Display of Corporate Cookbooks and the Spokespersonality Phenomenon;
photo courtesy of Irina D. Mihalache
Graduate students curate with difficult history, culinary technology and…smells!

As we started work on the exhibition, we realized the opportunity to graduate and undergraduate bring students on board and to get them involved with various aspects of the exhibition.

Introductory panel to the Maclean Hunter Room
The Maclean Hunter Room, the lower level exhibition gallery, is entirely curated by two graduate students from the Faculty of Information’s Master of Museum Studies program: Cassandra Curtis and Sadie MacDonald. The duo worked with the themes introduced in the main gallery in order to provide more specific examples related to women’s resourcefulness, technological innovations and representations of migrant and indigenous foodways. They even managed to bring in smells! Three smells boxes provide a sensorial engagement with the materials. The flavors “on display” are coconut, pineapple and curry, which are very common in Canadian recipes as early as the 1830s.

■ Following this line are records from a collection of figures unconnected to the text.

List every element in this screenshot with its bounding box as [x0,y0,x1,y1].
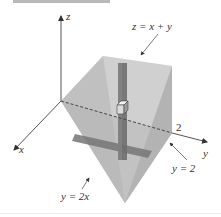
label-side-plane: y = 2 [172,163,195,174]
bottom-divider [0,213,221,214]
label-top-plane: z = x + y [132,21,172,32]
label-slanted-plane: y = 2x [61,191,89,202]
z-axis-label: z [66,11,70,22]
y-axis [172,133,207,142]
leader-side-plane [170,143,187,160]
volume-element-cube [117,105,124,114]
leader-top-plane [141,34,158,55]
y-axis-label: y [203,148,208,159]
leader-slanted-plane [82,178,89,189]
y-tick-2: 2 [176,122,182,133]
x-axis-label: x [19,144,24,155]
triple-integral-region-diagram: z x y 2 z = x + y y = 2x y = 2 [0,0,221,217]
diagram-canvas [0,0,221,217]
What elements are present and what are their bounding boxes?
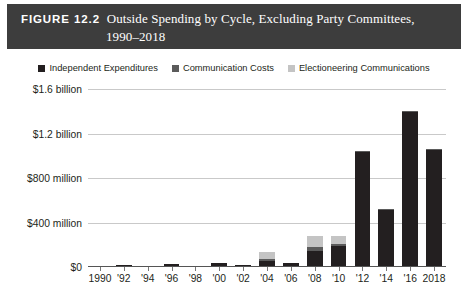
figure-number: FIGURE 12.2 <box>21 13 100 25</box>
bar-segment[interactable] <box>307 251 323 267</box>
bar-group[interactable] <box>402 111 418 267</box>
bar-group[interactable] <box>378 209 394 267</box>
x-axis-tick-label: '04 <box>260 273 273 284</box>
legend-swatch-icon <box>38 65 45 72</box>
x-axis-tick-label: '00 <box>213 273 226 284</box>
x-axis-tick-label: '06 <box>284 273 297 284</box>
y-axis-tick-label: $1.6 billion <box>33 84 82 95</box>
bar-segment[interactable] <box>378 210 394 267</box>
x-axis-tick <box>195 267 196 271</box>
legend-label: Electioneering Communications <box>299 63 430 73</box>
bar-chart: $0$400 million$800 million$1.2 billion$1… <box>0 84 468 296</box>
bar-group[interactable] <box>259 252 275 267</box>
x-axis-tick <box>362 267 363 271</box>
x-axis-tick <box>148 267 149 271</box>
x-axis-tick-label: '98 <box>189 273 202 284</box>
x-axis-tick-label: '92 <box>117 273 130 284</box>
figure-title-bar: FIGURE 12.2 Outside Spending by Cycle, E… <box>7 4 461 49</box>
bar-group[interactable] <box>307 236 323 267</box>
x-axis-tick-label: '14 <box>380 273 393 284</box>
legend-item-communication-costs: Communication Costs <box>172 63 274 73</box>
x-axis-tick <box>267 267 268 271</box>
y-axis-tick-label: $1.2 billion <box>33 128 82 139</box>
bar-segment[interactable] <box>331 236 347 244</box>
x-axis-tick-label: '96 <box>165 273 178 284</box>
y-axis-labels: $0$400 million$800 million$1.2 billion$1… <box>0 89 82 267</box>
x-axis-tick <box>315 267 316 271</box>
figure-caption-line-2: 1990–2018 <box>106 29 451 45</box>
x-axis-tick-label: '08 <box>308 273 321 284</box>
x-axis-tick-label: '16 <box>403 273 416 284</box>
x-axis-tick <box>339 267 340 271</box>
x-axis-tick <box>434 267 435 271</box>
bar-series-container <box>88 89 446 267</box>
legend-label: Independent Expenditures <box>49 63 158 73</box>
bar-segment[interactable] <box>259 252 275 259</box>
bar-segment[interactable] <box>355 152 371 267</box>
x-axis-tick <box>243 267 244 271</box>
x-axis-tick <box>386 267 387 271</box>
x-axis-tick <box>219 267 220 271</box>
x-axis-tick-label: 2018 <box>423 273 446 284</box>
bar-group[interactable] <box>331 236 347 267</box>
x-axis-labels: 1990'92'94'96'98'00'02'04'06'08'10'12'14… <box>88 273 446 289</box>
y-axis-tick-label: $400 million <box>27 217 82 228</box>
x-axis-tick <box>291 267 292 271</box>
legend-swatch-icon <box>288 65 295 72</box>
legend-swatch-icon <box>172 65 179 72</box>
bar-segment[interactable] <box>307 236 323 247</box>
x-axis-tick <box>410 267 411 271</box>
x-axis-tick <box>124 267 125 271</box>
bar-group[interactable] <box>355 151 371 267</box>
figure-title-line-1: FIGURE 12.2 Outside Spending by Cycle, E… <box>21 11 451 28</box>
chart-legend: Independent Expenditures Communication C… <box>0 60 468 76</box>
x-axis-tick <box>100 267 101 271</box>
x-axis-tick-label: 1990 <box>88 273 111 284</box>
x-axis-tick-label: '94 <box>141 273 154 284</box>
x-axis-tick-label: '02 <box>236 273 249 284</box>
y-axis-tick-label: $0 <box>71 262 82 273</box>
plot-area <box>88 89 446 267</box>
legend-item-independent-expenditures: Independent Expenditures <box>38 63 158 73</box>
figure-caption-line-1: Outside Spending by Cycle, Excluding Par… <box>107 11 415 26</box>
bar-group[interactable] <box>426 149 442 267</box>
legend-label: Communication Costs <box>183 63 274 73</box>
legend-item-electioneering-communications: Electioneering Communications <box>288 63 430 73</box>
x-axis-ticks <box>88 267 446 272</box>
x-axis-tick-label: '10 <box>332 273 345 284</box>
y-axis-tick-label: $800 million <box>27 173 82 184</box>
x-axis-tick <box>172 267 173 271</box>
bar-segment[interactable] <box>331 246 347 267</box>
x-axis-tick-label: '12 <box>356 273 369 284</box>
bar-segment[interactable] <box>426 150 442 267</box>
bar-segment[interactable] <box>402 112 418 267</box>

Display case exploring themes of othering in culinary materials
Objects and their digital stories

Forty seven graduate students from a Museum Studies graduate course I taught in Fall 2017 were invited to contribute stories about culinary objects to the exhibition. Each student was paired up with an object, which they researched and interpreted, resulting in some fascinating stories, included on two digital stations in the exhibition.

Digital station with touchable screen
Stories about women’s magazines – visitors can select which one to read
Every exhibition has a story of its creation and I am excited that I was able to share this story with you! If you are in Toronto and in need of a culinary break, stop by!

 
Irina D. Mihalache is Assistant Professor in Museum Studies at the Faculty of Information at the University of Toronto and member of the Culinaria Research Center at the University of Toronto Scarborough. At the Faculty of Information, where she was hired in 2013, she teaches courses on Museum Interpretation, Global Museum Cultures, and Introduction to Exhibitions, Interpretation and Communication. She also teaches an undergraduate course on Food and Material Culture in the U of T’s material culture program.

Prof. Mihalache researches how (and what) people eat in museums; the history of women’s committees in art galleries in North America; and historic women’s magazines and recipe competitions in Canada. On these topics, she wrote several articles and chapters in food and museum studies journals and edited volumes. In 2016, she co-edited the volume Food and Museums, the first to explore the depth of connections between the two.

In museum studies, her main area of interest is museum interpretation and she is very interested in how collaborations with diverse communities can shape the work of storytelling in museums. She has done collaborative work with the Toronto Ward Museum, the city’s new museum of migration and the Fort York National Heritage Site.